Southwest China leads aviation recovery

By GT staff reporters Source:Global Times Published: 2020/5/20 20:58:40

Ticket bookings on Qunar rebounding more than 50%


Flight MF8095 of the Xiamen Airlines is welcomed at the Tianhe Airport in Wuhan, capital of central China's Hubei Province, April 8, 2020. Flight MF8095 from Hangzhou, capital of east China's Zhejiang Province, was the first flight arriving in Wuhan after it lifted outbound travel restrictions on Wednesday. (Xinhua/Cheng Min)



For frequent business and tourism flyers, who have longed to start traveling again - a lifestyle choice increasingly popular among Chinese people - there's been nothing more annoying than the coronavirus outbreak.

The global aviation standstill, a byproduct of the Covid-19 pandemic, has eased, in Southwest China in particular, thanks to the nation's swift and effective response to contain the contagion, a GT Source investigation has found, increasing optimism for China, which has now unseated the US as the world's top aviation market by seats. 

China's civil aviation industry accelerated its recovery after the May Day holiday, as economic activity rebounded after the disease is largely brought under control in the country. Southwest China's Chongqing and Sichuan's Chengdu airports are taking the lead.

Industry information provider VariFlight told the Global Times Wednesday that airports in major cities like Chengdu in Southwest China's Sichuan Province, Guangzhou and Shenzhen in South China's Guangdong Province and Hangzhou in East China's Zhejiang Province reported stable flights growth starting in March, though at a slow pace.

Chengdu Shuangliu International Airport conducted 5,972 flights from May 11-17, up from the February 3 week's 2,950, the first week after the Chinese Lunar New Year holiday, according to VariFlight.

Chongqing Jiangbei International Airport had 5,297 flights last week, compared with 2,091 from February 3-9.

Tian Yun, vice director of the Beijing Economic Operation Association, told the Global Times on Wednesday that the comparison indicated that Southwest China's labor market has recovered faster, with many workers flying to South and East China.

Data from the National Bureau of Statistics showed that the country's economy continued its recovery in April and May, with major indexes showing positive change. That was especially true of industrial value-added, which turned to expansion territory of 3.9 percent from a contraction of 1.1 percent in the previous month.

More convincingly, the country's industry watchdog portrayed an economy largely in full swing now. Major industrial firms recorded an average reopening rate of 99.1 percent across the country, while 95.4 percent of their employees had resumed work as of Monday. 

Along with the gradual recovery of economic and social activity, the domestic civil aviation industry has continued to rebound this month. On May 15 alone, the number of civilian flights exceeded 10,000 for the first time since February 21, recovering to 60 percent of the pre-COVID-19 level, VariFlight data showed.

Lan Xiang, vice president of domestic online travel app Qunar, said that with the rise in travel and business trips, tickets from Chengdu to Shenzhen and from Guangzhou to Chongqing sold on the platform in May outnumbered the corresponding period last year.

After Beijing lowered its emergency alert level on April 30, the number of flights between the city and Shanghai grew 57.3 percent on a weekly basis last week, according to VariFlight. The numbers are apparently indicative of the nation's fast-track rebound as an aviation powerhouse. 

China has officially become the largest aviation market globally, CAPA, a global market intelligence provider for the aviation and travel sector, said in an announcement in mid-April. 

"The International Air Transport Association (IATA) had predicted the change would occur in 2024; however the impact of the COVID-19 virus on aviation markets - and China's bounce back - brought forward this major turning point," according to the announcement.

Meanwhile, freight transport also recovered somewhat as the COVID-19 ebbed. Domestic freight transport dropped 19.4 percent year-on-year to 484,000 tons in April, narrowing 3.9 percentage points on a monthly basis, Xiong Jie, an official with the Civil Aviation Administration of China (CAAC), said at a press briefing on May 13.

In particular, Shenzhen Baoan International Airport reported freight throughout of 106,300 tons in April, up 4 percent year-on-year, according to the airport's April financial preview released on Tuesday.

The trend was also evident in the capital markets. Airport and shipping shares took a battering from surging COVID-19 infections outside of China. They nonetheless rebounded from the tumble since April, an indication of the gradual resumption of economic activity. 

In one sign, Shanghai-listed Guangzhou Baiyun International Airport Co edged up 0.13 percent to 15.19 yuan ($2.14) on Wednesday. Its shares have recovered 22.01 percent since the close on April 2, when the airport stock hit its lowest for the year. 

However, VariFlight said that there is a long way to go before China's aviation industry fully recovers, and there's still uncertainty for international flights.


AIM OF THE EXERCISE — Give back each entry exactly as written, apart from the pictures.

THE INPUT —
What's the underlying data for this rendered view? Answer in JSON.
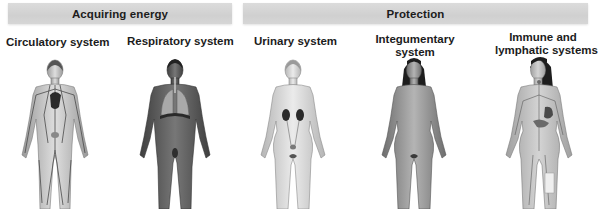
{
  "groups": [
    {
      "id": "energy",
      "label": "Acquiring energy"
    },
    {
      "id": "protection",
      "label": "Protection"
    }
  ],
  "systems": [
    {
      "id": "circulatory",
      "group": "energy",
      "label": "Circulatory system",
      "figure": "male-figure-circulatory"
    },
    {
      "id": "respiratory",
      "group": "energy",
      "label": "Respiratory system",
      "figure": "male-figure-respiratory"
    },
    {
      "id": "urinary",
      "group": "protection",
      "label": "Urinary system",
      "figure": "female-figure-urinary"
    },
    {
      "id": "integumentary",
      "group": "protection",
      "label_line1": "Integumentary",
      "label_line2": "system",
      "figure": "female-figure-integumentary"
    },
    {
      "id": "immune",
      "group": "protection",
      "label_line1": "Immune and",
      "label_line2": "lymphatic systems",
      "figure": "female-figure-immune-lymphatic"
    }
  ],
  "colors": {
    "bar_fill": "#d4d4d4",
    "label_text": "#1c1c1c",
    "skin_light": "#d9d9d9",
    "skin_mid": "#a8a8a8",
    "skin_dark": "#5e5e5e",
    "organ_dark": "#2a2a2a"
  }
}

COMPLETED TASK —
What's the underlying data for this rendered view? Answer in JSON.
{
  "groups": [
    {
      "id": "energy",
      "label": "Acquiring energy"
    },
    {
      "id": "protection",
      "label": "Protection"
    }
  ],
  "systems": [
    {
      "id": "circulatory",
      "group": "energy",
      "label": "Circulatory system",
      "figure": "male-figure-circulatory"
    },
    {
      "id": "respiratory",
      "group": "energy",
      "label": "Respiratory system",
      "figure": "male-figure-respiratory"
    },
    {
      "id": "urinary",
      "group": "protection",
      "label": "Urinary system",
      "figure": "female-figure-urinary"
    },
    {
      "id": "integumentary",
      "group": "protection",
      "label_line1": "Integumentary",
      "label_line2": "system",
      "figure": "female-figure-integumentary"
    },
    {
      "id": "immune",
      "group": "protection",
      "label_line1": "Immune and",
      "label_line2": "lymphatic systems",
      "figure": "female-figure-immune-lymphatic"
    }
  ],
  "colors": {
    "bar_fill": "#d4d4d4",
    "label_text": "#1c1c1c",
    "skin_light": "#d9d9d9",
    "skin_mid": "#a8a8a8",
    "skin_dark": "#5e5e5e",
    "organ_dark": "#2a2a2a"
  }
}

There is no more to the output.